BugHerd supports Jira, Asana, ClickUp, Monday, Linear, Trello, Teamwork, and GitHub. Marker.io supports all of those plus Notion, Basecamp, Wrike, Zendesk, Intercom, and more. Both tools have extensive integration coverage — longer lists than most teams will ever need.
So why do teams using these tools end up sorting bug reports by hand?
The one-destination-per-project constraint
In both BugHerd and Marker.io, each project connects to one destination. You pick Jira, or you pick Asana — not both. If you want to send reports to two different tools, you create two separate projects, each with its own widget embed and its own destination.
For teams where everyone works in the same tool, this is fine. But most teams aren't like that. Dev teams use Jira. Content and marketing teams use Asana or Notion. QA teams might use Linear. These teams work on the same product, and feedback on that product can need to go to any of them.
When your feedback tool can only route to one place, someone has to do the rest of the routing manually. That person — usually a PM or a QA lead — ends up spending time every week forwarding reports between tabs.
What the feature request boards say
Marker.io has an open feature request titled "Add the same integration project multiple times" with dozens of upvotes. Users are asking for the ability to run multiple destinations from one Marker.io project. The request was marked complete for a narrow case (multiple Marker.io projects pointing to the same Jira project) — but routing one project to Jira AND Asana simultaneously is still not supported.
BugHerd's routing model is column-based: you can define that tasks only push to Jira when they reach a certain status column (e.g. "Ready for Dev"). Useful, but it still sends everything to the same destination eventually.
The difference with routing rules
SnagRelay is built from the start for multi-destination routing. A single project can have Jira, Asana, and Trello all connected simultaneously. You define rules by feedback type: bug reports go to Jira, content tasks go to Asana, client visual feedback goes to Trello. Reports are classified and routed when they arrive — no manual forwarding, no second widget, no second project to manage.
Each integration keeps its own field mapping. The Jira ticket gets a different set of fields than the Asana task. Everything is configured once per integration, then runs automatically.
If you're currently on BugHerd or Marker.io and routing reports by hand between tools, this is the gap that's causing it.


Task to carry out: Below are some records. Copy every line in them that holds "options".

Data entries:
--
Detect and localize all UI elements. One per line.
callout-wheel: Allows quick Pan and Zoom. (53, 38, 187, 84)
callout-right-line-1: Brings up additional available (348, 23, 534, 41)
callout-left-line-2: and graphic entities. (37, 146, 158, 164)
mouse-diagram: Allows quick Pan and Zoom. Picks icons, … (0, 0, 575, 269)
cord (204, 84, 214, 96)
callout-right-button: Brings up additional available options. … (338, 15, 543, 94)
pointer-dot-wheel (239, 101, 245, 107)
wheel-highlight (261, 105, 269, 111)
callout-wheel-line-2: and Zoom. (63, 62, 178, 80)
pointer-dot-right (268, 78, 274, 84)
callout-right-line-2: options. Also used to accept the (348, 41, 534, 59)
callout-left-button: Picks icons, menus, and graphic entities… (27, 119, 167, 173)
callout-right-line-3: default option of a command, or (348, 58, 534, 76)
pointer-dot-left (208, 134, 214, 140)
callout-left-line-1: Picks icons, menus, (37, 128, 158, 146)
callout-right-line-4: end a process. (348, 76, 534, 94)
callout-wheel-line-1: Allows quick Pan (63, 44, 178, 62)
--
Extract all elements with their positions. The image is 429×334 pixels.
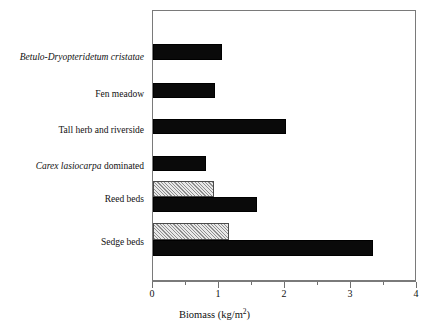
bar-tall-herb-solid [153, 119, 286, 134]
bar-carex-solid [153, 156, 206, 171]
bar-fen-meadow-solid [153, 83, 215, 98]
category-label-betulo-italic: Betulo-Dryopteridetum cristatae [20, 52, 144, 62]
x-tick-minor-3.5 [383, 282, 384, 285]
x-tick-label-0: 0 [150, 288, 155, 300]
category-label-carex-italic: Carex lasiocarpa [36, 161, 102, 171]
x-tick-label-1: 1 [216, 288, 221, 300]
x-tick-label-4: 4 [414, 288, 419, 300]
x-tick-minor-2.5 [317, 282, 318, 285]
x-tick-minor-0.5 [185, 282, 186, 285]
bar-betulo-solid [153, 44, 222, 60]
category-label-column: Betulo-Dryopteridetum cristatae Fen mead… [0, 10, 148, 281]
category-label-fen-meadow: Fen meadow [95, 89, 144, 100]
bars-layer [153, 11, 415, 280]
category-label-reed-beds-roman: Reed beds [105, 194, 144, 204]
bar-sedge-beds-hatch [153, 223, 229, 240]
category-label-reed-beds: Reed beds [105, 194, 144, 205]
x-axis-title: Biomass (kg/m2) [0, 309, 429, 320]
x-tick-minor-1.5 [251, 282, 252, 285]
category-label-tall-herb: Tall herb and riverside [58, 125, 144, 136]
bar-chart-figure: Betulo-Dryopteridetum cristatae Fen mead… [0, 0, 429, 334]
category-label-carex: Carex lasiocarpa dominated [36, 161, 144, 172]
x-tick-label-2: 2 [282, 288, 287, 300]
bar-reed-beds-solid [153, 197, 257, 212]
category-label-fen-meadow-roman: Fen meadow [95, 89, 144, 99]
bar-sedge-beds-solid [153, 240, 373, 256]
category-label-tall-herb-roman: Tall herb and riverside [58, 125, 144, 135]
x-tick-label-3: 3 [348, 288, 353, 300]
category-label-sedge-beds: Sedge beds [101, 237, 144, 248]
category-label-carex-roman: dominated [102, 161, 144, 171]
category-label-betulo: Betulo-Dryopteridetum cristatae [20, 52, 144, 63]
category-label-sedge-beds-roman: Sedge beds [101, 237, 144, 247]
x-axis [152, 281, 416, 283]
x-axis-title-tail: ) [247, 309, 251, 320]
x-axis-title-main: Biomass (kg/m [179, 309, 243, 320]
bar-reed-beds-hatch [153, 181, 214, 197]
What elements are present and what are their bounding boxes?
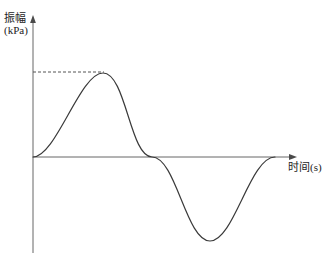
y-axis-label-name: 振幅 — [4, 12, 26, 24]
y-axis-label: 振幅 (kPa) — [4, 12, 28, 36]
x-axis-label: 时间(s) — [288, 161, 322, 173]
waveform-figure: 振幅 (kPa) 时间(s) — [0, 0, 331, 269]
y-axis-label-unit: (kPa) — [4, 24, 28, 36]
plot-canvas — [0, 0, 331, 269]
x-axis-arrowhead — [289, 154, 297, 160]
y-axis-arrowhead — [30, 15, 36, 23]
--
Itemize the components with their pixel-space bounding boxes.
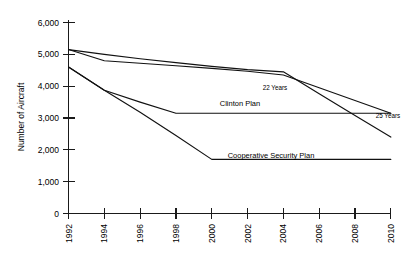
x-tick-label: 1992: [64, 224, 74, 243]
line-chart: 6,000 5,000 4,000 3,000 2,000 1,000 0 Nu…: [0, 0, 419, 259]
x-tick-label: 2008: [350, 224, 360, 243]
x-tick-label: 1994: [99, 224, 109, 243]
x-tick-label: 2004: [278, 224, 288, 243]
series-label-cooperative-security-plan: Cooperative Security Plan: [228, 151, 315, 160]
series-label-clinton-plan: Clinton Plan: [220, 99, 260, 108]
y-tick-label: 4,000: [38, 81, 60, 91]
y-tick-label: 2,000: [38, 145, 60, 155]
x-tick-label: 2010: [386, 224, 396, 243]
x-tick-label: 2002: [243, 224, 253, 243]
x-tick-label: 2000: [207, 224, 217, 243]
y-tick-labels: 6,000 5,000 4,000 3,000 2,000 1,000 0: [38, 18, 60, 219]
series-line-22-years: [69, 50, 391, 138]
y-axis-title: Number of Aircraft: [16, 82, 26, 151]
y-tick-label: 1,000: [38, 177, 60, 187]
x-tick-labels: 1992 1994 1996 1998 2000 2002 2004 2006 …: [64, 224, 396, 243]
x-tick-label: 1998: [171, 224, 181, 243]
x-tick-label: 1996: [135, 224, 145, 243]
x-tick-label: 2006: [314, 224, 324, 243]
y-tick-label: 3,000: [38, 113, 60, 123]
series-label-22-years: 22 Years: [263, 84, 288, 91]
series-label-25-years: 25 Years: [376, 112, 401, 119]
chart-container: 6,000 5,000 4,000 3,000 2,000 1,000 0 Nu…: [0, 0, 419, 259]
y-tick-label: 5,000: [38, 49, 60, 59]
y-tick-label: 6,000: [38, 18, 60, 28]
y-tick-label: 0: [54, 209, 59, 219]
--
Task solution:
callout-right-button: Brings up additional available options. … (338, 15, 543, 94)
callout-right-line-2: options. Also used to accept the (348, 41, 534, 59)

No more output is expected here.